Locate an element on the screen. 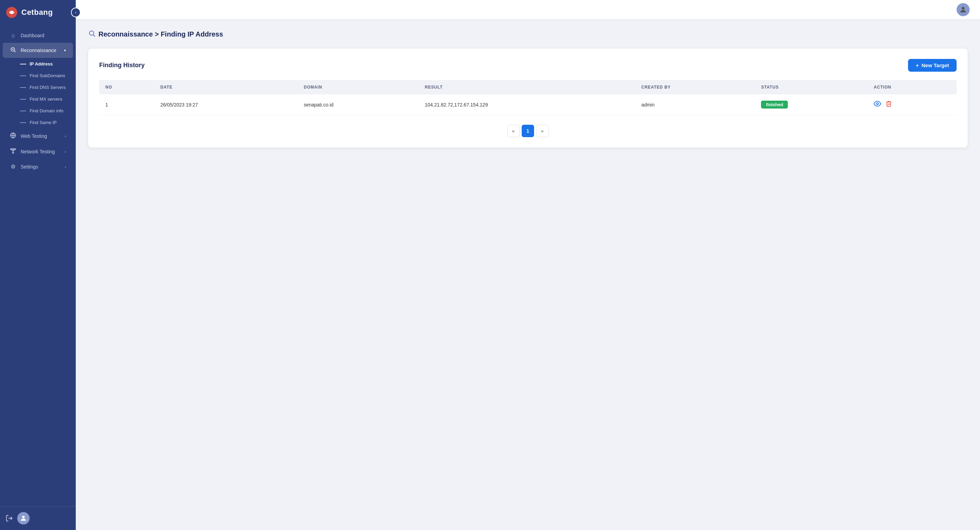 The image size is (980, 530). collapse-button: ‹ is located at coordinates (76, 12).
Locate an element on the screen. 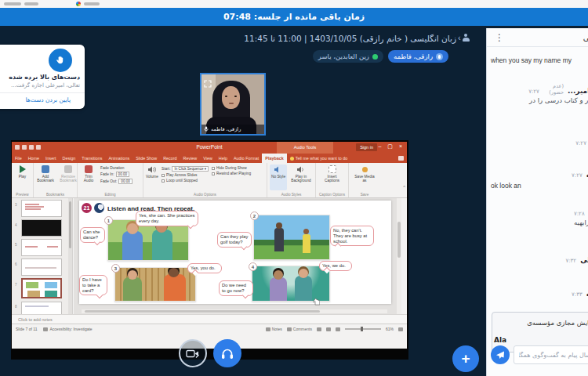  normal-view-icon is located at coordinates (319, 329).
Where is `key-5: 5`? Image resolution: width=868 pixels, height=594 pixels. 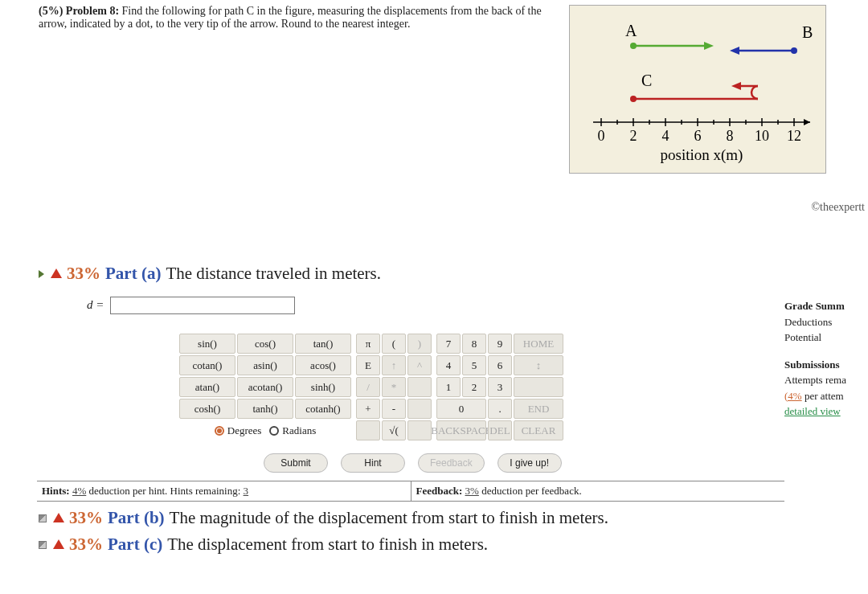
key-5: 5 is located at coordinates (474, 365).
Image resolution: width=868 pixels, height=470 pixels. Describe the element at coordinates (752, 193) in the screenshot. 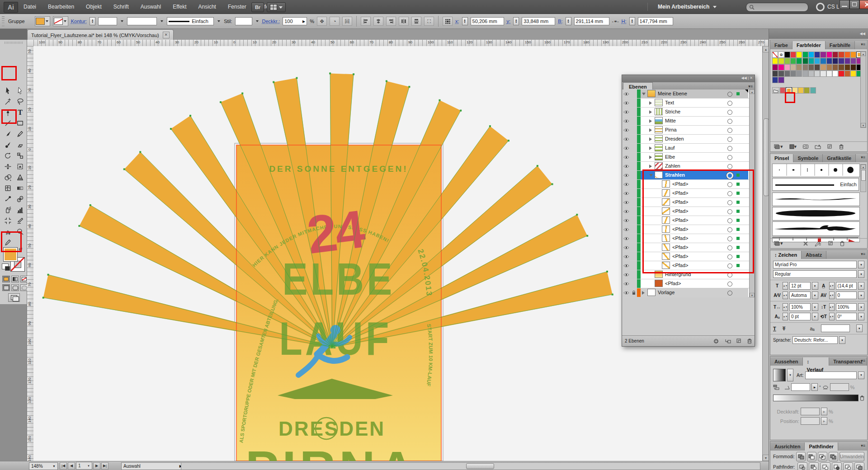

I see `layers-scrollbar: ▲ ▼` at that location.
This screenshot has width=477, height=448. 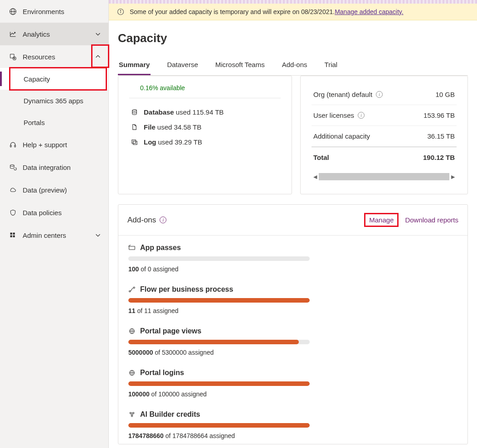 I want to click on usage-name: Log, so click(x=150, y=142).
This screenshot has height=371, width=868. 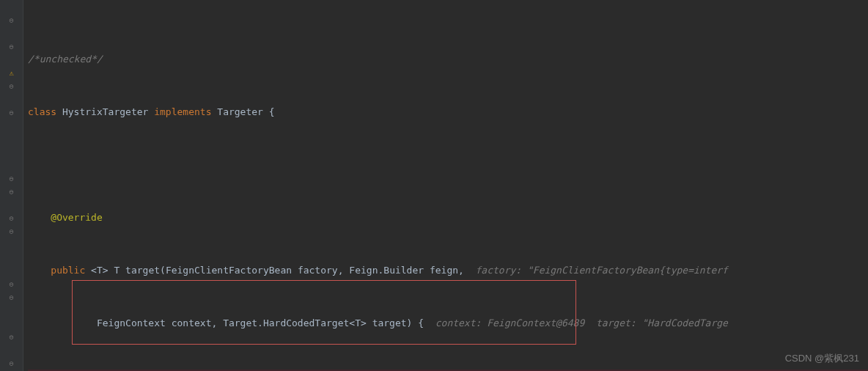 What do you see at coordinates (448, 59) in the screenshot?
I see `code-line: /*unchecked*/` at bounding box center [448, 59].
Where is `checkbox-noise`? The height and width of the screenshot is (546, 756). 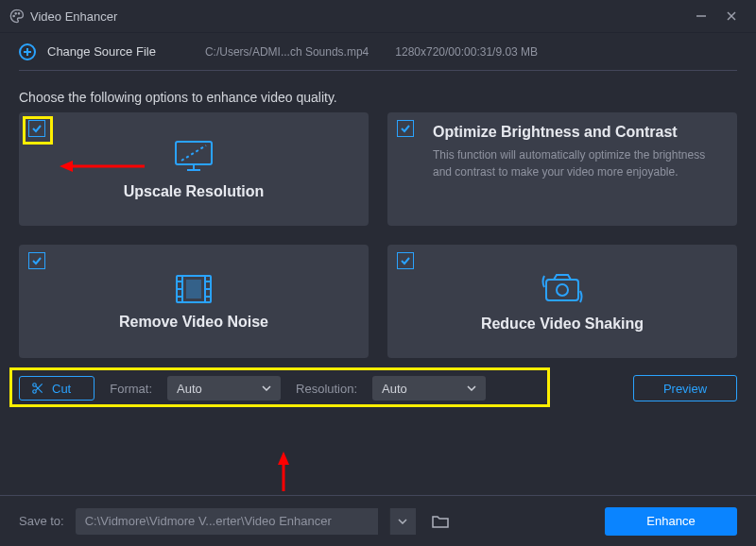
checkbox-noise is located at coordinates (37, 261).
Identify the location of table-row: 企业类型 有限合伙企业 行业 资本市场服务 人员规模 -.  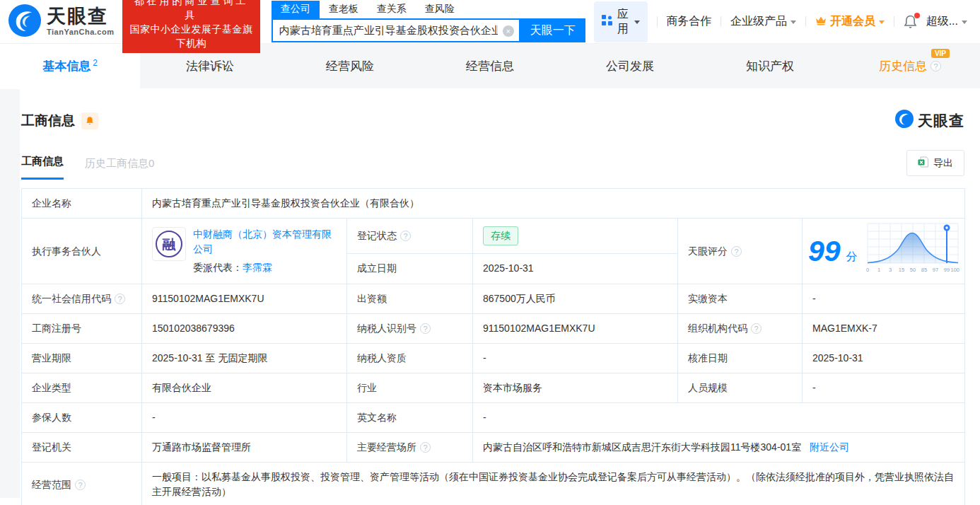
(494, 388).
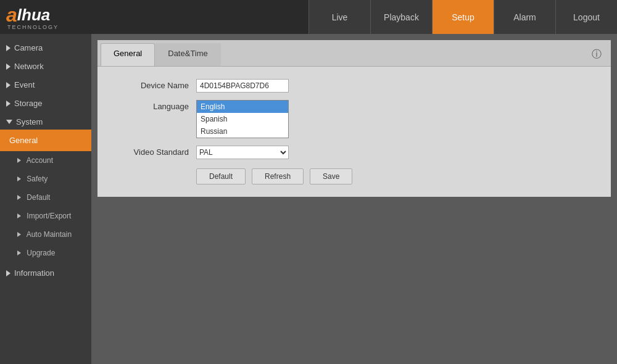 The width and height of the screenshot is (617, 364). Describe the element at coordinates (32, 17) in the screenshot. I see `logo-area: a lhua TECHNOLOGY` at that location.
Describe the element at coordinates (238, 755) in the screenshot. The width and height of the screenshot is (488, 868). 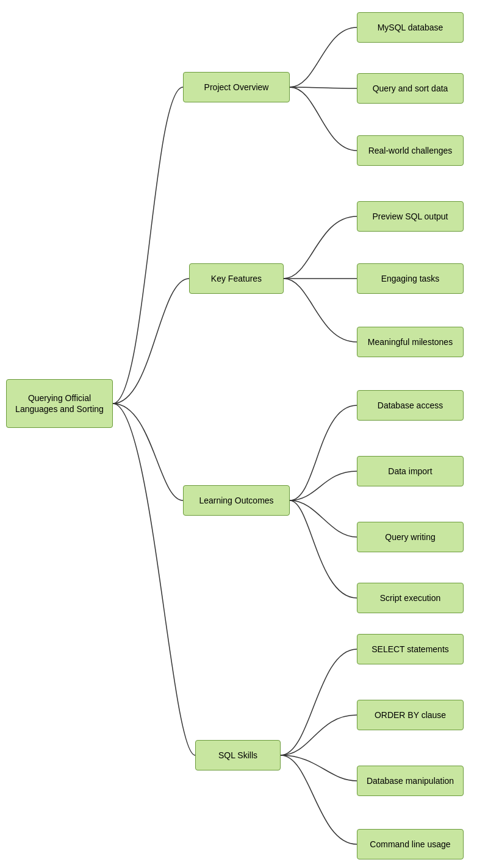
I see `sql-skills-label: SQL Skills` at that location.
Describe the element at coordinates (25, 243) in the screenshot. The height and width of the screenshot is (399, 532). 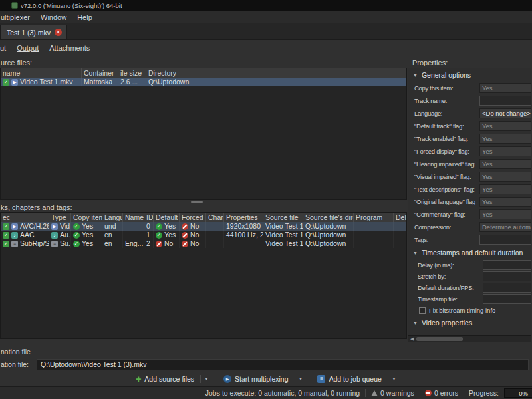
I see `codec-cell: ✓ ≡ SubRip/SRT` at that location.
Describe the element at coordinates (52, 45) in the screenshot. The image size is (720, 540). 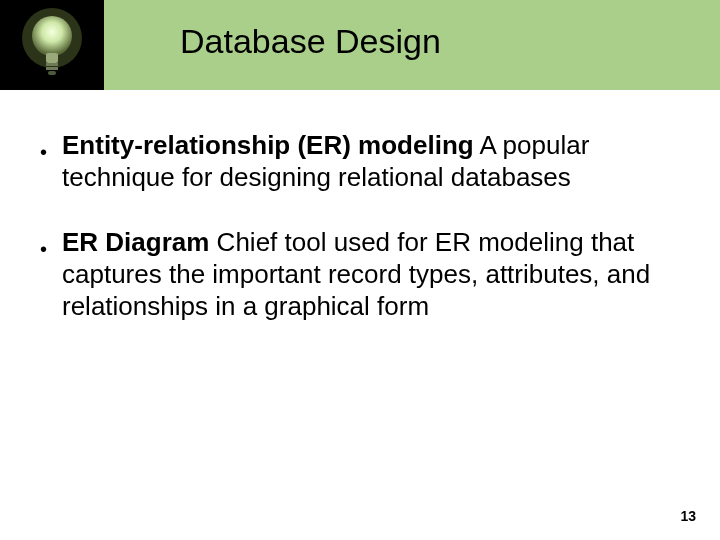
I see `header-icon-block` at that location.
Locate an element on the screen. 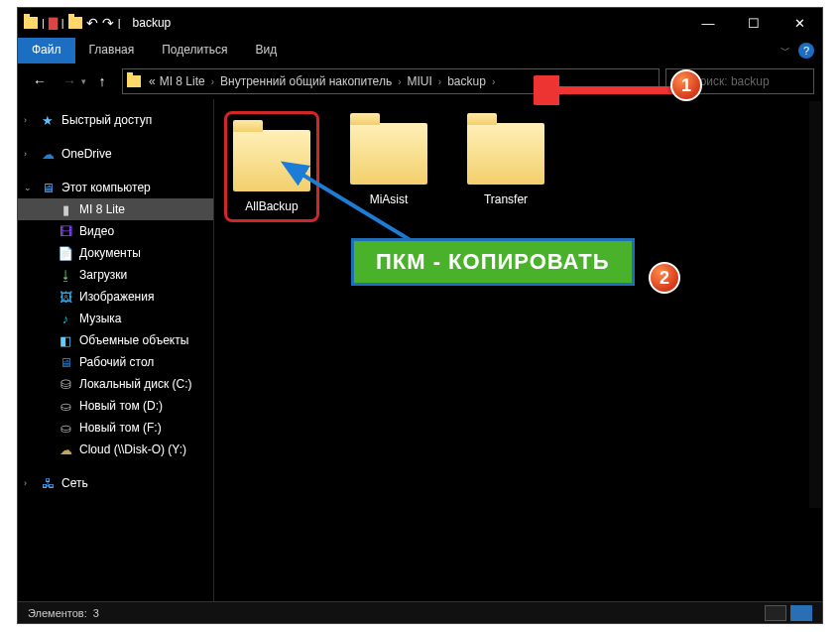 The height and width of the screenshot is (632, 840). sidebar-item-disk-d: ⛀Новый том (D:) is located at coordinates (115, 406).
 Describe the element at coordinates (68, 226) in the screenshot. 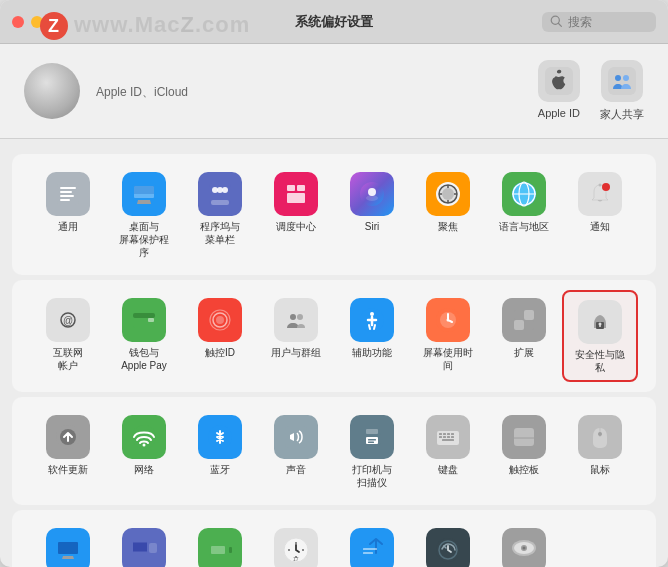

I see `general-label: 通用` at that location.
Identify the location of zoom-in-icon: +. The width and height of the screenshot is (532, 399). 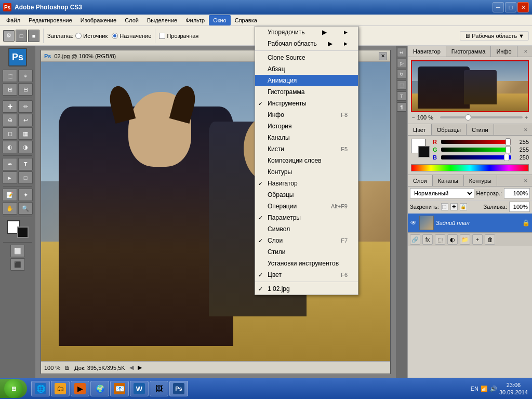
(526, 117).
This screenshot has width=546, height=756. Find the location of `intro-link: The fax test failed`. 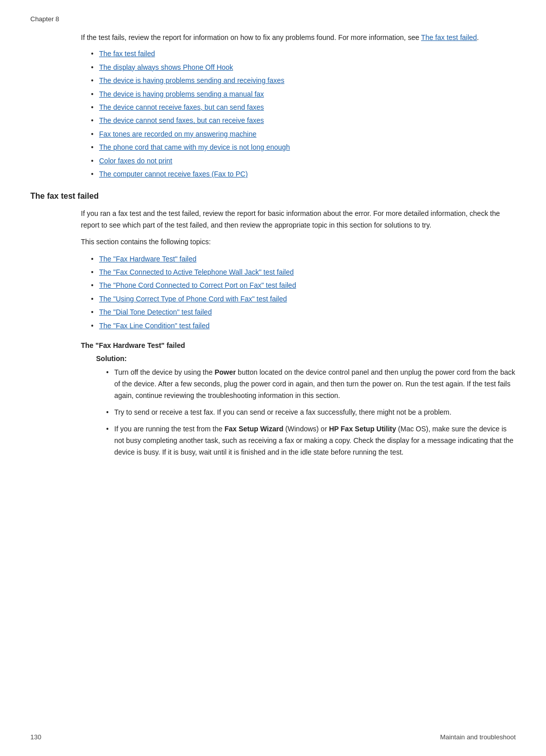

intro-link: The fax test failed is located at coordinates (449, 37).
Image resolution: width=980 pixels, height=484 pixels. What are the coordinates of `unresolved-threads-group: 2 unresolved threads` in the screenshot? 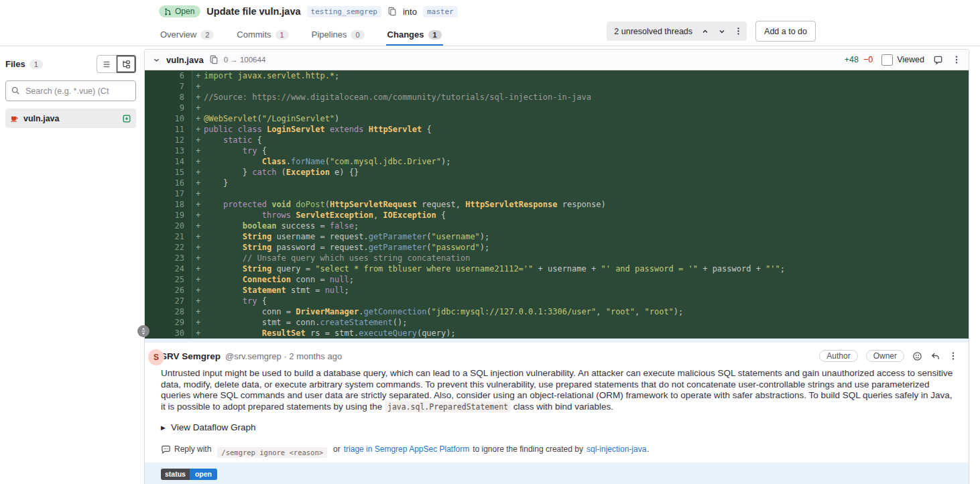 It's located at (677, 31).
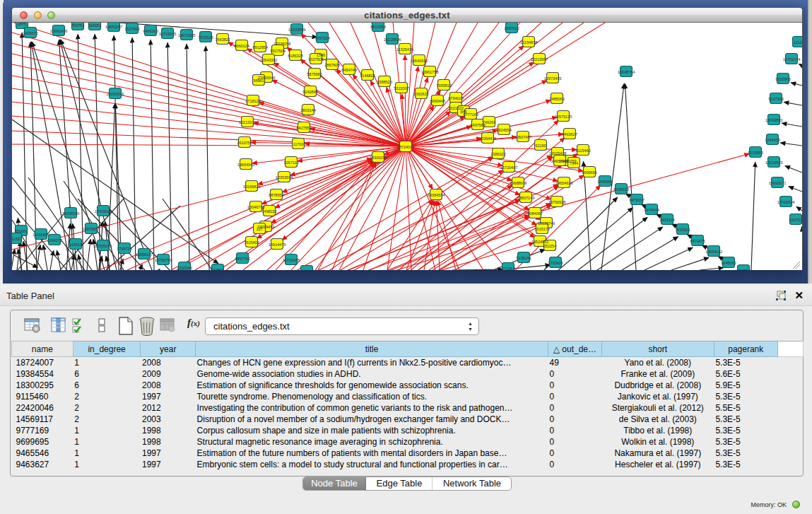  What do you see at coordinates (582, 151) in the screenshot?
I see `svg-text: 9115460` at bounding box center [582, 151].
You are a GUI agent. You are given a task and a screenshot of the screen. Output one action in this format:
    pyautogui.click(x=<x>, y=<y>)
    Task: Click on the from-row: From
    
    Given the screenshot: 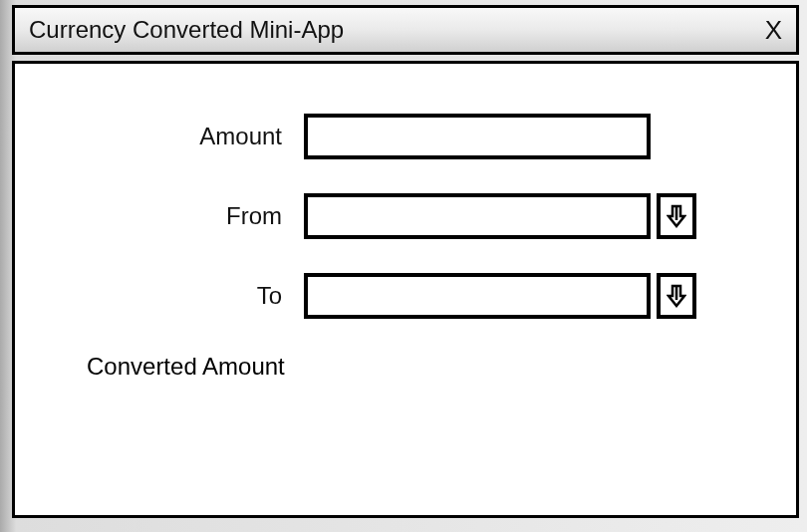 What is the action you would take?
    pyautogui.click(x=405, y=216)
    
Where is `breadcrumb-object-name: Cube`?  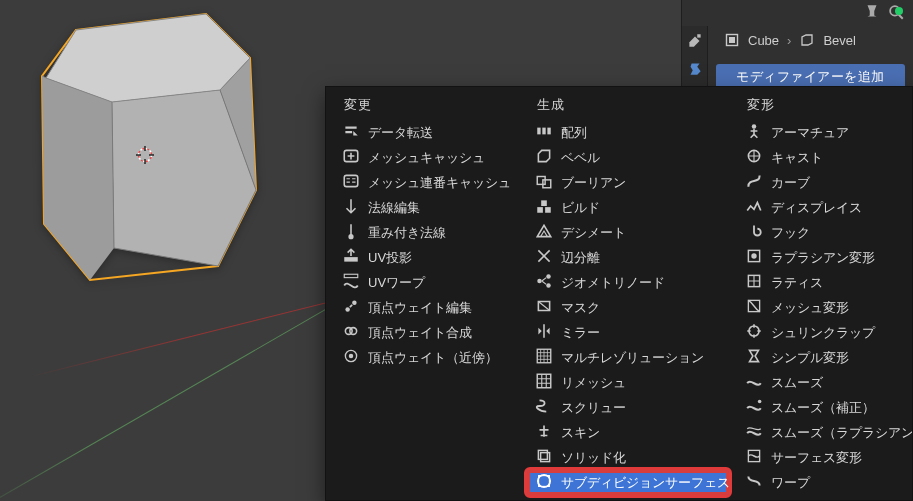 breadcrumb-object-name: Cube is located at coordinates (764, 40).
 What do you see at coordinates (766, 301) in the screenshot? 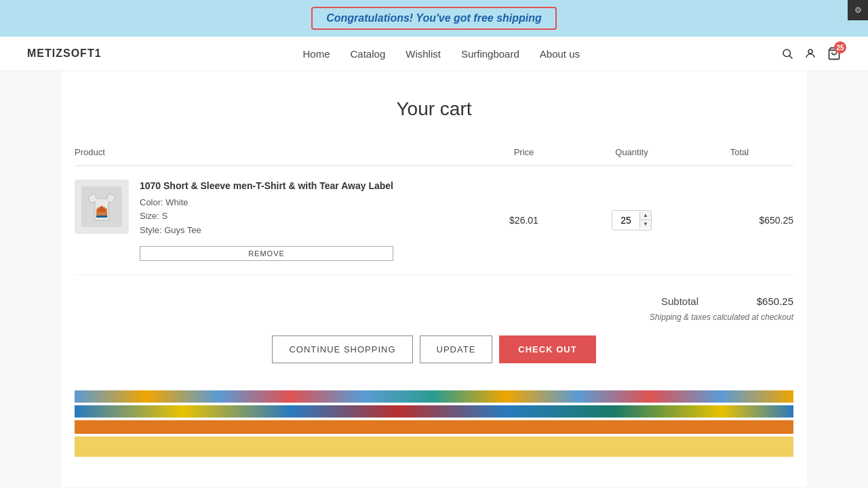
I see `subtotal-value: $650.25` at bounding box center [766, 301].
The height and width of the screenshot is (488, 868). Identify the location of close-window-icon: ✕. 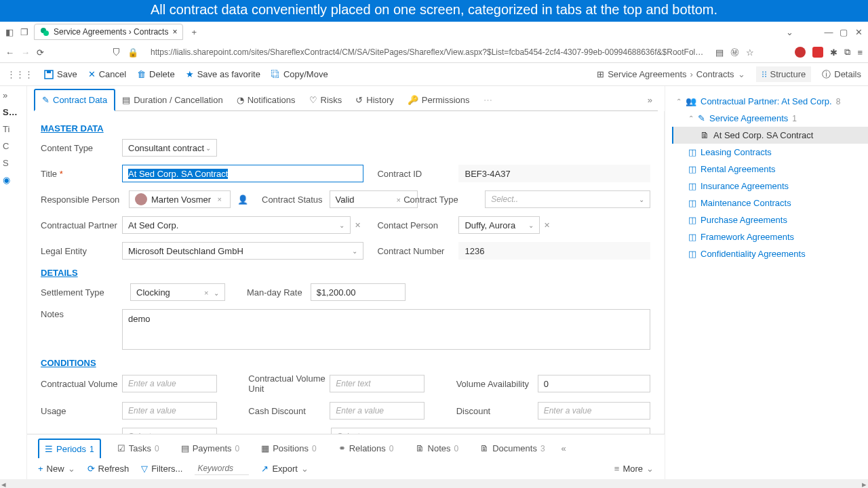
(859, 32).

**WHAT NEEDS TO BE DONE**
Reproduce word for word the lines running from the line with "What do you see at coordinates (766, 301)" through the end of the data, both included, and nothing else; leave out the pictures.

**OUTPUT OF THE TASK**
 What do you see at coordinates (766, 301) in the screenshot? 
I see `subtotal-value: $650.25` at bounding box center [766, 301].
The height and width of the screenshot is (488, 868). Identify the location of close-window-icon: ✕. 
(859, 32).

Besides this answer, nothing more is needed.